Věra Salačová -  Zachařová 18 old
Věra Salačová - Zachařová 18 old
zdroj: archiv pamětnice

Věra Zachařová, née Salačová, was born on December 8, 1942 in Prague to parents Josef and Emilia. The family lived in Kostelec nad Labem, where her father ran a butcher shop. Her father was an active Sokol member and gymnastics representative. In December 1942, he and his wife were arrested by the Gestapo for carrying out black slaughter. He supplied illegal meat to the Sokol families. The Gestapo released Emilie, who had given birth only five days before, but after six months they sent her to a labour camp.

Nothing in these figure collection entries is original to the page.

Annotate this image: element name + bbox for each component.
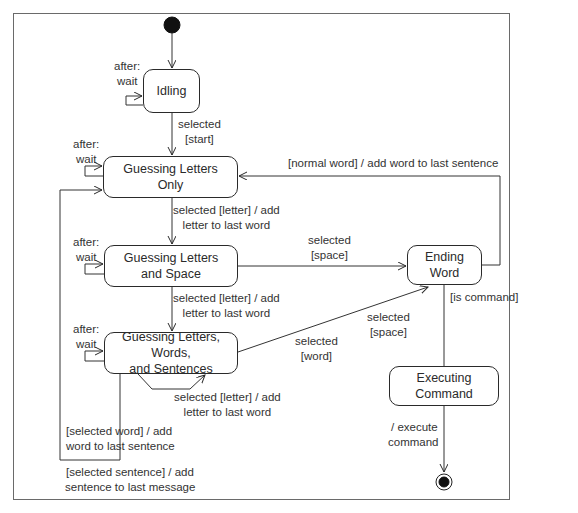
label-glws-to-ew-word: selected [word] [295,334,338,364]
state-guessing-letters-words-sentences: Guessing Letters, Words, and Sentences [104,332,238,374]
label-idle-wait: after: wait [114,59,140,89]
label-line: [space] [367,325,410,340]
final-node [436,474,452,490]
label-glws-to-glo-sentence: [selected sentence] / add sentence to la… [65,465,195,495]
label-line: selected [letter] / add [173,291,280,306]
label-ec-to-final: / execute command [388,420,439,450]
state-ending-word: Ending Word [407,245,482,285]
label-line: command [388,435,439,450]
label-line: selected [178,117,221,132]
state-idling: Idling [143,69,200,113]
label-line: [selected word] / add [66,424,175,439]
label-line: after: [73,322,99,337]
label-glo-wait: after: wait [73,137,99,167]
state-label-line2: and Space [141,266,201,282]
label-line: wait [76,152,99,167]
label-line: letter to last word [174,405,281,420]
state-label: Idling [157,83,187,99]
state-label-line1: Guessing Letters [123,161,218,177]
label-line: [is command] [450,291,518,303]
state-label-line1: Guessing Letters, Words, [107,329,235,361]
label-line: [selected sentence] / add [66,465,195,480]
label-is-command: [is command] [450,290,518,305]
label-line: word to last sentence [66,439,175,454]
label-line: wait [76,337,99,352]
label-line: wait [117,74,140,89]
state-label: Ending Word [410,249,479,281]
label-line: after: [114,59,140,74]
label-idle-to-glo: selected [start] [178,117,221,147]
label-gls-wait: after: wait [73,235,99,265]
state-executing-command: Executing Command [389,366,499,406]
label-glo-to-gls: selected [letter] / add letter to last w… [173,203,280,233]
label-glws-self: selected [letter] / add letter to last w… [174,390,281,420]
label-line: [word] [295,349,338,364]
label-ew-to-glo: [normal word] / add word to last sentenc… [288,156,498,171]
state-label-line2: and Sentences [129,361,212,377]
label-line: letter to last word [173,218,280,233]
label-line: wait [76,250,99,265]
label-glws-to-ew-space: selected [space] [367,310,410,340]
label-line: sentence to last message [65,480,195,495]
label-line: selected [308,233,351,248]
label-line: selected [367,310,410,325]
label-line: after: [73,137,99,152]
label-line: / execute [391,420,439,435]
label-line: selected [letter] / add [174,390,281,405]
state-label: Executing Command [392,370,496,402]
label-line: [start] [178,132,221,147]
initial-node [164,17,180,33]
label-gls-to-ew: selected [space] [308,233,351,263]
label-line: letter to last word [173,306,280,321]
label-line: [space] [308,248,351,263]
label-line: selected [295,334,338,349]
label-glws-to-glo-word: [selected word] / add word to last sente… [66,424,175,454]
label-gls-to-glws: selected [letter] / add letter to last w… [173,291,280,321]
state-guessing-letters-and-space: Guessing Letters and Space [104,245,238,287]
state-label-line1: Guessing Letters [124,250,219,266]
label-line: [normal word] / add word to last sentenc… [288,157,498,169]
label-line: selected [letter] / add [173,203,280,218]
state-label-line2: Only [158,177,184,193]
label-line: after: [73,235,99,250]
state-guessing-letters-only: Guessing Letters Only [103,156,238,198]
label-glws-wait: after: wait [73,322,99,352]
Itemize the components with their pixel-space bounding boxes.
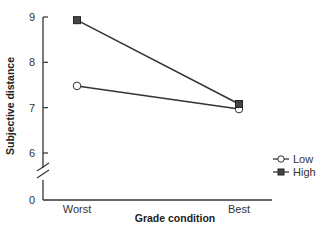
series-line-high [77,20,239,104]
y-tick-label: 8 [29,56,35,68]
y-tick-label: 6 [29,147,35,159]
legend: LowHigh [273,153,316,178]
y-tick-label: 9 [29,11,35,23]
legend-item-high: High [273,166,316,178]
series-line-low [77,86,239,109]
legend-square-marker-icon [278,169,284,175]
y-axis-title: Subjective distance [4,57,16,155]
x-tick-label: Worst [63,203,92,215]
legend-item-low: Low [273,153,313,165]
series-lines [77,20,239,109]
data-point-high [74,17,81,24]
line-chart: 06789 WorstBest Grade condition Subjecti… [0,0,325,233]
y-tick-label: 0 [29,194,35,206]
legend-label: Low [293,153,313,165]
legend-circle-marker-icon [278,156,284,162]
data-point-low [73,82,81,90]
x-axis-title: Grade condition [135,212,216,224]
x-tick-label: Best [228,203,250,215]
legend-label: High [293,166,316,178]
axis-break-mark-2 [37,170,49,178]
data-point-high [236,101,243,108]
y-tick-label: 7 [29,102,35,114]
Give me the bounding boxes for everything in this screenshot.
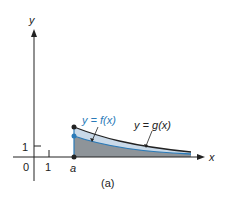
x-axis-label: x <box>208 151 215 163</box>
x-tick-1-label: 1 <box>45 161 51 173</box>
a-label: a <box>70 162 76 174</box>
point-g-at-a <box>72 125 77 130</box>
x-axis-arrow-icon <box>197 154 205 160</box>
point-a-on-x-axis <box>72 155 77 160</box>
y-tick-1-label: 1 <box>22 141 28 153</box>
figure-caption: (a) <box>101 177 114 189</box>
curve-g-label: y = g(x) <box>133 119 171 131</box>
g-label-leader <box>146 131 152 146</box>
y-axis-arrow-icon <box>31 29 37 37</box>
y-axis-label: y <box>28 14 36 26</box>
point-f-at-a <box>72 134 77 139</box>
improper-integral-comparison-diagram: y x 0 1 1 a y = f(x) y = g(x) (a) <box>0 0 229 199</box>
curve-f-label: y = f(x) <box>81 114 116 126</box>
origin-label: 0 <box>23 161 29 173</box>
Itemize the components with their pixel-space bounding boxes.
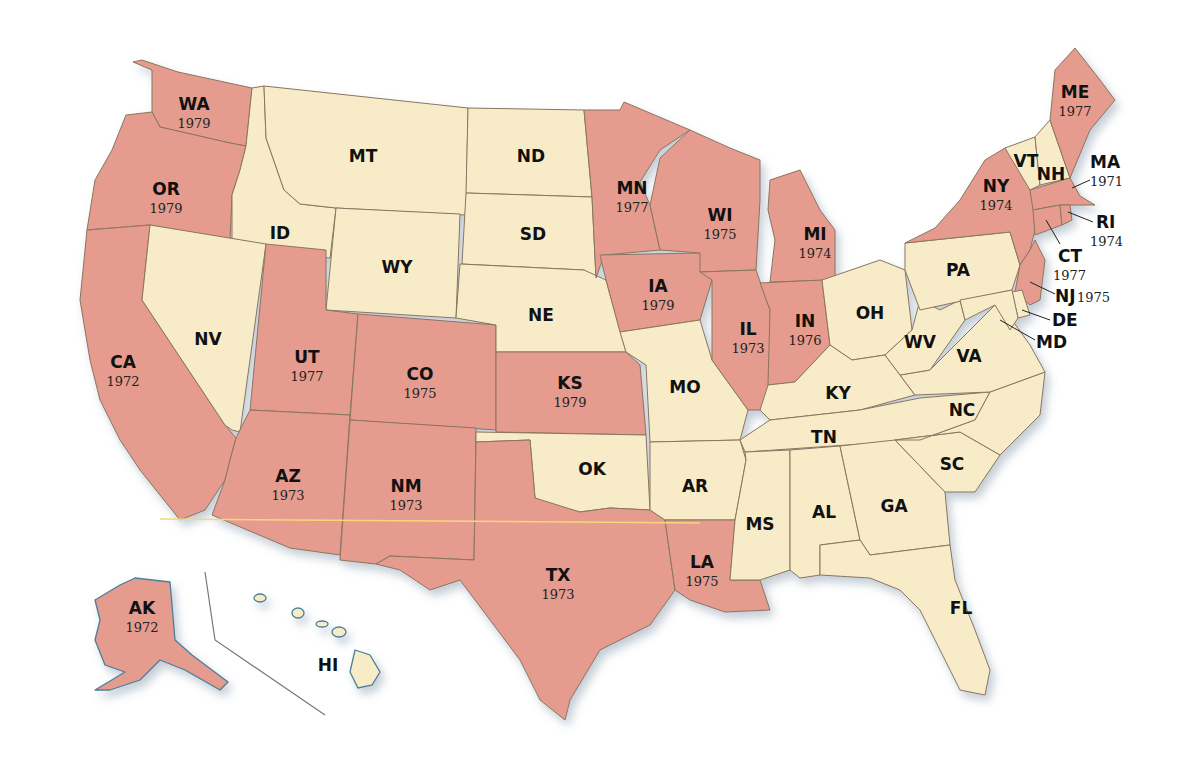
label-LA: LA [690, 552, 715, 572]
year-LA: 1975 [685, 574, 718, 589]
state-RI[interactable] [1060, 205, 1072, 225]
year-WI: 1975 [703, 227, 736, 242]
label-NC: NC [949, 400, 976, 420]
label-ND: ND [517, 146, 545, 166]
label-NH: NH [1037, 164, 1065, 184]
label-WV: WV [904, 332, 937, 352]
label-NE: NE [528, 305, 554, 325]
label-NV: NV [194, 329, 222, 349]
year-ME: 1977 [1058, 104, 1091, 119]
label-TN: TN [811, 427, 837, 447]
label-MO: MO [669, 377, 700, 397]
label-FL: FL [950, 598, 973, 618]
label-IA: IA [648, 276, 668, 296]
label-MT: MT [349, 146, 378, 166]
label-HI: HI [318, 655, 339, 675]
year-MA: 1971 [1090, 174, 1123, 189]
year-UT: 1977 [290, 369, 323, 384]
label-AR: AR [682, 476, 708, 496]
label-KY: KY [825, 383, 851, 403]
label-NJ: NJ [1055, 286, 1076, 306]
label-VA: VA [956, 346, 982, 366]
label-TX: TX [546, 565, 571, 585]
label-OH: OH [856, 303, 885, 323]
year-AZ: 1973 [271, 488, 304, 503]
year-NM: 1973 [389, 498, 422, 513]
year-NJ: 1975 [1077, 290, 1110, 305]
label-UT: UT [294, 347, 320, 367]
label-KS: KS [557, 373, 582, 393]
year-KS: 1979 [553, 395, 586, 410]
us-map: WA 1979 OR 1979 CA 1972 ID NV MT WY UT 1… [0, 0, 1178, 765]
label-NY: NY [983, 176, 1010, 196]
label-WY: WY [381, 257, 413, 277]
year-OR: 1979 [149, 201, 182, 216]
label-DE: DE [1052, 310, 1078, 330]
label-CA: CA [110, 352, 136, 372]
state-WI[interactable] [650, 130, 760, 272]
label-RI: RI [1096, 212, 1115, 232]
label-CO: CO [407, 364, 434, 384]
state-KS[interactable] [496, 352, 646, 435]
label-MI: MI [803, 224, 826, 244]
year-IA: 1979 [641, 298, 674, 313]
label-MA: MA [1090, 152, 1121, 172]
label-NM: NM [390, 476, 421, 496]
label-MD: MD [1036, 332, 1067, 352]
state-CT[interactable] [1033, 205, 1062, 235]
year-IN: 1976 [788, 333, 821, 348]
label-IL: IL [739, 319, 756, 339]
label-ID: ID [270, 223, 290, 243]
label-MS: MS [745, 514, 774, 534]
label-OK: OK [578, 459, 606, 479]
label-VT: VT [1014, 151, 1039, 171]
inset-divider [205, 572, 325, 715]
year-IL: 1973 [731, 341, 764, 356]
year-MI: 1974 [798, 246, 831, 261]
label-PA: PA [946, 260, 971, 280]
label-MN: MN [616, 178, 647, 198]
year-MN: 1977 [615, 200, 648, 215]
label-ME: ME [1061, 82, 1090, 102]
year-CA: 1972 [106, 374, 139, 389]
label-AL: AL [812, 502, 836, 522]
year-RI: 1974 [1090, 234, 1123, 249]
label-WI: WI [707, 205, 732, 225]
label-AZ: AZ [275, 466, 300, 486]
label-AK: AK [129, 598, 156, 618]
label-GA: GA [880, 496, 908, 516]
year-TX: 1973 [541, 587, 574, 602]
year-CO: 1975 [403, 386, 436, 401]
label-IN: IN [795, 311, 816, 331]
year-AK: 1972 [125, 620, 158, 635]
label-CT: CT [1058, 246, 1082, 266]
label-OR: OR [152, 179, 180, 199]
label-WA: WA [178, 94, 210, 114]
year-NY: 1974 [979, 198, 1012, 213]
label-SD: SD [520, 224, 546, 244]
label-SC: SC [940, 454, 965, 474]
year-WA: 1979 [177, 116, 210, 131]
year-CT: 1977 [1053, 268, 1086, 283]
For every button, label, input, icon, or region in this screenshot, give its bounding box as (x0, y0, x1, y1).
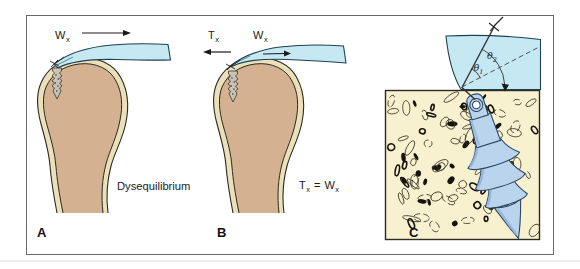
equation-equals: = (314, 179, 320, 191)
force-wx-main: W (55, 29, 66, 41)
bone-texture-mark (447, 121, 457, 126)
figure-canvas: Wx Dysequilibrium A Tx Wx Tx=Wx B (0, 0, 580, 269)
force-wx-sub: x (66, 35, 70, 44)
equation-lhs-sub: x (306, 185, 310, 194)
equation-lhs-main: T (299, 179, 306, 191)
figure-page: Wx Dysequilibrium A Tx Wx Tx=Wx B (0, 0, 580, 269)
theta1-sub: 1 (479, 68, 483, 76)
theta2-sub: 2 (492, 56, 497, 64)
force-tx-main: T (208, 29, 215, 41)
force-wx-main: W (253, 29, 264, 41)
panel-label-b: B (217, 225, 226, 240)
equation-rhs-sub: x (335, 185, 339, 194)
force-wx-sub: x (264, 35, 268, 44)
force-tx-sub: x (215, 35, 219, 44)
caption-dysequilibrium: Dysequilibrium (117, 180, 190, 192)
equation-rhs-main: W (324, 179, 335, 191)
panel-label-c: C (409, 225, 419, 240)
panel-label-a: A (37, 225, 47, 240)
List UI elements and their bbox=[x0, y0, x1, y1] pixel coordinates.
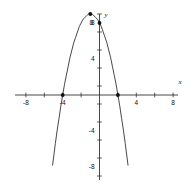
point-value-label: 8 bbox=[89, 19, 93, 26]
x-tick-label: -8 bbox=[23, 99, 29, 106]
right-x-intercept-point bbox=[116, 93, 120, 97]
graph-canvas: -8-448-8-4488 x y bbox=[0, 0, 193, 188]
x-tick-label: 4 bbox=[134, 99, 138, 106]
y-tick-label: -4 bbox=[89, 127, 95, 134]
x-tick-label: 8 bbox=[171, 99, 175, 106]
parabola-curve bbox=[53, 14, 128, 165]
vertex-point bbox=[88, 12, 92, 16]
y-axis-label: y bbox=[103, 11, 108, 19]
y-tick-label: 4 bbox=[91, 55, 95, 62]
x-tick-label: -4 bbox=[60, 99, 66, 106]
left-x-intercept-point bbox=[61, 93, 65, 97]
coordinate-plane-svg: -8-448-8-4488 x y bbox=[0, 0, 193, 188]
axes-group bbox=[15, 14, 178, 180]
y-intercept-point bbox=[98, 21, 102, 25]
y-tick-label: -8 bbox=[89, 163, 95, 170]
x-axis-label: x bbox=[177, 78, 182, 86]
parabola-curve-group bbox=[53, 14, 128, 165]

The six-month-old Věra was supposed to be adopted by a German family because of her Aryan appearance, which did not happen thanks to the intervention of family friends, and she went to her grandmother in Činěves. Josef Salač, who was waiting at Pankrác for his trial, managed to escape when he allowed himself to be taken out of the prison workplace in a truck. For two and a half years he hid in Jiřice with the Chalupa family in a cramped dungeon in the yard. After the war, the whole family was reunited. After February 1948, the communists took away the Salačs‘ business, yet Josef Salač joined the Communist Party of Czechoslovakia (KSČ) out of idealism. He only woke up when he saw how the Communists were treating his machines. Věra Zachařová was unable to get into high school, and was eventually accepted into the Industrial School of Meat Technology, which was becoming a haven for the children of former tradesmen. After further distance learning, she worked as a medical laboratory technician. All her life she devoted herself to Sokol and modern gymnastics, which she also did competitively in her youth. In 2024 she lived in Prague.